In the 2010 remake the action engine is the loss of masculinity; in fact, the whole thing is unleashed by Johnny who cannot bear the rejection of Jennifer – especially in front of others – and so meditates revenge. “That miserable little bitch came here for one reason, showing off and provoking everyone she meets. They are all like that, city bitches who make you believe and then they don’t fit”. This version gives a different picture. The rape turns into a punitive act, in a “desperate” gesture to take back his place: Johnny (re)confirms its power – towards the woman, among the ranks of their group and within the community -, his membership in the phallocratic society, demonstrating his own social and patriarchal control in order to restore it.

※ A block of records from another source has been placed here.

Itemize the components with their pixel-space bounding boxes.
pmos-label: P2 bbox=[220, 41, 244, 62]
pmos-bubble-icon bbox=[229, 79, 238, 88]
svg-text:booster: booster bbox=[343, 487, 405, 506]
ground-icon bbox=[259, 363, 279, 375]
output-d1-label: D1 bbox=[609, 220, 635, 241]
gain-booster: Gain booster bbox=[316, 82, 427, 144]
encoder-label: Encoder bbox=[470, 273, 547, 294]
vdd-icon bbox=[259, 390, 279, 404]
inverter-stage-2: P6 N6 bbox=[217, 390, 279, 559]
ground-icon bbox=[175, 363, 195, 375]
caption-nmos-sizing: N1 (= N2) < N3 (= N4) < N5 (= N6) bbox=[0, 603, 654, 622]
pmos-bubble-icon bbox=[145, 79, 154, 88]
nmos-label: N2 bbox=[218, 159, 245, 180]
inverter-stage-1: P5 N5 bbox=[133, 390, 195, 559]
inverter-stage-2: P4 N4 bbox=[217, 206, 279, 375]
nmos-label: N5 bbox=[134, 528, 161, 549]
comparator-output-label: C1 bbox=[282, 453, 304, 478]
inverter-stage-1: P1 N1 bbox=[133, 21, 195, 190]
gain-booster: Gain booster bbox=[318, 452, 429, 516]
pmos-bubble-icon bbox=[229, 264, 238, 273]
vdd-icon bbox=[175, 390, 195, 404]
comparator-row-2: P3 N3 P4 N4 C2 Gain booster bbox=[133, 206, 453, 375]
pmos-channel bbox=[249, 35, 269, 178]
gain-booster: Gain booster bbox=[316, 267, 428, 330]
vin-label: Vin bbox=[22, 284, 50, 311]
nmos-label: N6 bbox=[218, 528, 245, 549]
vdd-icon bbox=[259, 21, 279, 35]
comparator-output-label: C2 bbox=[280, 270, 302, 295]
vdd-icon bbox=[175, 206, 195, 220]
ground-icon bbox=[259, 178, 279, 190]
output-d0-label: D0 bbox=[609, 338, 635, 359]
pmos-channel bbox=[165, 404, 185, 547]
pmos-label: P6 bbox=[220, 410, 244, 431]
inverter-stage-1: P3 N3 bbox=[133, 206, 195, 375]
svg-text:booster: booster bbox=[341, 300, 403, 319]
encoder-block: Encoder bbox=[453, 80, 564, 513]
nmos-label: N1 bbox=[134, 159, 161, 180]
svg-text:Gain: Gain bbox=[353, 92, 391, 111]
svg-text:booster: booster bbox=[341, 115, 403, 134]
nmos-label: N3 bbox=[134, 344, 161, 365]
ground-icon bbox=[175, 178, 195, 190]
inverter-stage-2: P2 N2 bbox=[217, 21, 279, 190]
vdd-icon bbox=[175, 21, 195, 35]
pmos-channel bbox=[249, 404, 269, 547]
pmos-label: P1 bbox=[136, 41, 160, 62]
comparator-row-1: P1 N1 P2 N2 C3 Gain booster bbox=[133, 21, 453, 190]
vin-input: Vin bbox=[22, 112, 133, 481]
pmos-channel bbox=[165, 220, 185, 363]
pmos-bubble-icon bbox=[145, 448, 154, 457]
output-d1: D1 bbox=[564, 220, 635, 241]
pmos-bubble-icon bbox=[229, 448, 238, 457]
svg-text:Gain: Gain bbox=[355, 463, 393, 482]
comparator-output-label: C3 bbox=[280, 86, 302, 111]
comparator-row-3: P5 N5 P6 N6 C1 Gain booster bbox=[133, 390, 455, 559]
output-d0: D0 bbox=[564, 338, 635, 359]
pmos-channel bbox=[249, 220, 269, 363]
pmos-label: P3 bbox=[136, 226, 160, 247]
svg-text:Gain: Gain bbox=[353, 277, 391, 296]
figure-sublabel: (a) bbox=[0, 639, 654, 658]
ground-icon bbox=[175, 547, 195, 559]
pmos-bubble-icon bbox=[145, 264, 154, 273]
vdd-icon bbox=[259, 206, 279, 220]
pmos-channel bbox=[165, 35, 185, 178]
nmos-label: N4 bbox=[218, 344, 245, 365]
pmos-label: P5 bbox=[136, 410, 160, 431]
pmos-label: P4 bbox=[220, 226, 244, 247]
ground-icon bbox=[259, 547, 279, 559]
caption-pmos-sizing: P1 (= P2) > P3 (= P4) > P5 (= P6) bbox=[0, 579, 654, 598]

The point of view is male: one of the rapists has a video camera that films every violence, from the body of Jennifer to the violence
The imposed sexual act is thus spectacularized and the viewer becomes a peeping tom who spies, almost an accomplice to this endless tragedy. Language becomes a cruel weapon with which the victim is ridiculed, made like an animal: “I want to see your teeth, you are a filly on display”, “Get on your knees and whine”, “You must be tamed filly”. When Jennifer takes her revenge, she repeats very precisely all the tortures she suffered.
She humiliates the rapists: they are horses for mounts, and evict them since they’re not Men and so they don’t need the member. She then deprives them of the eyes, those same that have looked at her, that wanted and undressed her. She dips them in an abrasive liquid that scraps them as they did to her.

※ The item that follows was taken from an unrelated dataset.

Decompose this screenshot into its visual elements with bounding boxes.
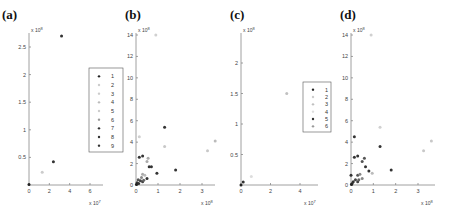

The “culture of rape” and the famous scene of La Ciociara with Sophia Loren
Rape is not only one of the most despicable, abject, disgusting actions but it is the son of an attitude, a way of thinking; suffice it to remember that just on rape are based the “media” invectives that men of any political group, of any social class often use to ridicule, offend and silence women. There is a “rape culture” that indicates different forms of violence, not just physical violence.

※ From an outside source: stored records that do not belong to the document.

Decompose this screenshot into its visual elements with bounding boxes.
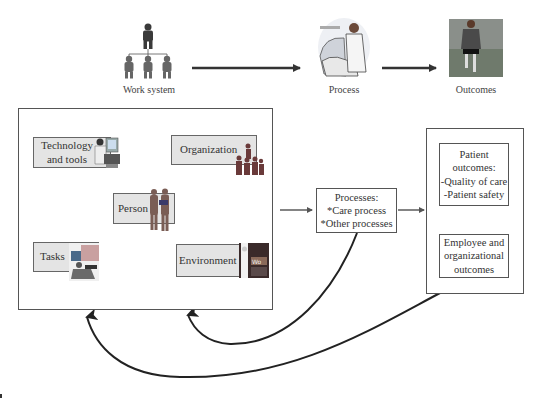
technology-label-line2: and tools	[34, 153, 100, 167]
patient-outcomes-line2: outcomes:	[440, 161, 508, 174]
other-processes-item: *Other processes	[317, 217, 396, 230]
environment-label: Environment	[177, 254, 236, 268]
patient-safety-item: -Patient safety	[440, 188, 508, 201]
building-scene-icon: Wo	[239, 243, 269, 278]
care-process-item: *Care process	[317, 204, 396, 217]
tasks-label: Tasks	[34, 250, 65, 264]
process-label: Process	[294, 84, 394, 95]
patient-outcomes-box: Patient outcomes: -Quality of care -Pati…	[439, 143, 509, 206]
outcomes-label: Outcomes	[426, 84, 526, 95]
computer-user-icon	[92, 136, 122, 170]
svg-text:Wo: Wo	[252, 258, 262, 265]
employee-outcomes-line3: outcomes	[440, 263, 508, 276]
processes-title: Processes:	[317, 191, 396, 204]
technology-label-line1: Technology	[34, 139, 100, 153]
runner-icon	[449, 19, 503, 77]
patient-outcomes-line1: Patient	[440, 148, 508, 161]
person-label: Person	[114, 202, 148, 216]
clinician-with-equipment-icon	[316, 16, 372, 78]
employee-outcomes-line1: Employee and	[440, 236, 508, 249]
processes-box: Processes: *Care process *Other processe…	[316, 188, 397, 233]
organization-label: Organization	[172, 143, 237, 157]
quality-of-care-item: -Quality of care	[440, 175, 508, 188]
employee-outcomes-line2: organizational	[440, 249, 508, 262]
group-meeting-icon	[234, 142, 264, 176]
two-people-icon	[147, 188, 173, 232]
employee-organizational-outcomes-box: Employee and organizational outcomes	[439, 234, 509, 278]
work-system-label: Work system	[99, 84, 199, 95]
worker-at-desk-icon	[69, 243, 99, 281]
org-chart-people-icon	[118, 22, 178, 80]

The act is a political problem and it is not a case that often it was a “technique” with which in war the winner reaffirmed his supremacy by annihilating the women of the won population
The terrible scene of “La Ciociara”, by Vittorio De Sica, in which Sophia Loren witnesses the violence on her daughter and happens to her too. A scene that hurts the eyes of the viewer and incredibly seems to represent something different than the films previously mentioned; explodes the terrified and crying face of these two women who suffer what they suffer because they represent the defeated nation. Screams, wide eyes, open mouths that can’t make sounds, bodies that try to escape, to protect themselves to the last moment: this is the account of an action with a value that goes beyond the violence itself – which is already of unlimited gravity – touching even deeper chasms that affect society, often unable to translate not only into words but also into facts the concept of respect, equality, dignity. Often moving images manage to reach and move what a listened story to is not able to do and therefore can serve to understand that much can and must be done for the condition of the woman.